Today I finally finished Schindler’s List, but won’t do a review of it, since as I said earlier, I must be the only person on the planet who neither read the book nor saw the movie. I hope now to one day see the movie. The only thing I will say is that even Thomas Harris could never imagine a villain like Amon Goeth, the sadistic Commandant of the work camp in Cracow, Poland, where the story begins. He once saw two women through a window, a mother and daughter, peeling potatoes, and he thought they were doing so too slowly. So he leaned in through the window and shot them both dead. He shot and killed an orderly because he found a flea on one of his two dogs. He was the master of random cruelty, whereas the Reich itself was the master of plodding, relentless cruelty.
This week I went to the libary to choose my next books, and selected Robert Parker’s Brimstone, the third in his series of Westerns that began with Appaloosa, which was followed by Resolution. Hitch and Cole (lawmen for hire) are on the trail of Allie, who ran off with another man at the end of Resolution after stealing Cole’s heart.
Second I picked up a book, on the recommendation of ptfan1, by Lee Child. I believe this may be his latest, it’s called Nothing To Lose.
Third, I picked up a book called The Cure For Grief, by a first-time novelist. I very much like first novels. Sometimes you find that the novelist runs out of steam afterwards and never quite matches the brilliance of that first try. The description of its plot rather reminded me of something Anne Tyler might have written. Tyler’s The Accidental Tourist will probably always be on my Top Ten Books list. I really ought to make that list…
Finally, a Dana Stabenow crime novel called Whisper To The Blood. I’ve read many of Stabenow’s novels before. For the most part they take place in Alaska.
Sometimes, given choices as good as these, it’s hard to know where to begin. This time it’s a no-brainer. Given a choice between Robert B. Parker and anyone else, anyone else comes in second.
8 responses so far ↓
spencercourt // June 24, 2009 at 7:13 pm |
Sigh….
I am behind on my New Year’s resolution. I’ve not even touched the second book. But I may bring it on the flight west next week. May…
That’ll give me 5 hours each. It’s 400 pages, so even 10 hours is a tough read as I like to take my time.
fakename2 // June 24, 2009 at 8:06 pm |
400 pages is tough for anybody. And remind me what that second book is. In fact, remind me what that first book was
fakename2 // June 24, 2009 at 8:07 pm |
P.S., I could never be on a plane without a book. I would go completely insane.
spencercourt // June 25, 2009 at 7:29 pm |
First book was “My Faraway Hoem”, about the American family that hid from the Japanese in the Philippines jungle for a year or two. Written by their daughter.
Second is “Fall of Berlin”, by well know military historian.
Last trip, I took an MP3 player. Helped drown out the noise from children.
fakesister // June 25, 2009 at 8:56 am |
I have books on my iPod and am investigating what to get for my 5+ hours there and back after the 4th of July. I offered to get a coupler for the iPod for my companion but she said she would sleep. Does this mean it’s OK for me to stick her in the center seats?
In the meantime I have “Don’t Sleep, There are Snakes”, a reformed missionary’s tale of his time in the Amazon and “The Oxford Murders”, which I no longer remember the blurb from, that I will take, waiting for me at the library.
eehard // June 25, 2009 at 2:39 pm |
You’d be surprised at how many people have not read the book or the movie. You can count me in that number. I had my Final Solution moment when I visited Anne Frank’s house in Amsterdam.
I am not to thrilled thinking about it. Hitler was not going to stop after the Jews.
fakename2 // June 25, 2009 at 5:16 pm |
Fakesister, you have a knack for picking clever book titles (and racehorse names) that certainly equals mine!
For real, ee. We already know what Hitler thought of blacks.
fakesister // June 25, 2009 at 9:20 pm |
“Don’t sleep, there are snakes” is apparently the equivalent of “break a leg” – a jocular good night like the “good luck” to a thespian.
The Oxford Murders is a (don’t look ee!) mathematical murder mystery. Right up my alley, assuming the math doesn’t get beyond differential equations. Not that I could do any diff-eq anymore. I have a hard enough time with addition and subtraction these days.
Re racehorse names: I didn’t make up any of these – on the dam side, my newest beast is Thoroughbred. Names are Stepped in Gold, out of Step Away, by Stepladder, by Watch Your Step, out of Stepwisely, out of Stephanie which gets us back to 1921. Which name chain totally ignores his heritage of 2 Triple Crown winners, Citation and Count Fleet.
He also goes back to Native Dancer, who figures in some large percentage of modern American TB pedigrees.
The Paint side is equally royal, going back to Wimpy and Go Man Go. Not too shabby for a horse that lives up to his call name, Hoover, by thoroughly vacuuming every stalk and leaf of hay that comes his way.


■ Aim of the exercise ■
Copy all the entries word for word, but omit the pictures.

■ Data provided ■

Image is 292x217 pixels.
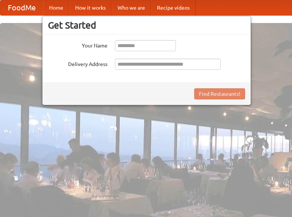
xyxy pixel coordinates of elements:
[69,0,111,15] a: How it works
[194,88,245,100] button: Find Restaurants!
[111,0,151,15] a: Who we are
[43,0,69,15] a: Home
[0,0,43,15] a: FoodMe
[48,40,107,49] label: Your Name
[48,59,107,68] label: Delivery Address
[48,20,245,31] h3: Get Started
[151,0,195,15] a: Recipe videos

■ Answer for the task ■
Image is 292x217 pixels.
xyxy pixel coordinates of elements:
[69,0,111,15] a: How it works
[194,88,245,100] button: Find Restaurants!
[111,0,151,15] a: Who we are
[43,0,69,15] a: Home
[0,0,43,15] a: FoodMe
[48,40,107,49] label: Your Name
[48,59,107,68] label: Delivery Address
[48,20,245,31] h3: Get Started
[151,0,195,15] a: Recipe videos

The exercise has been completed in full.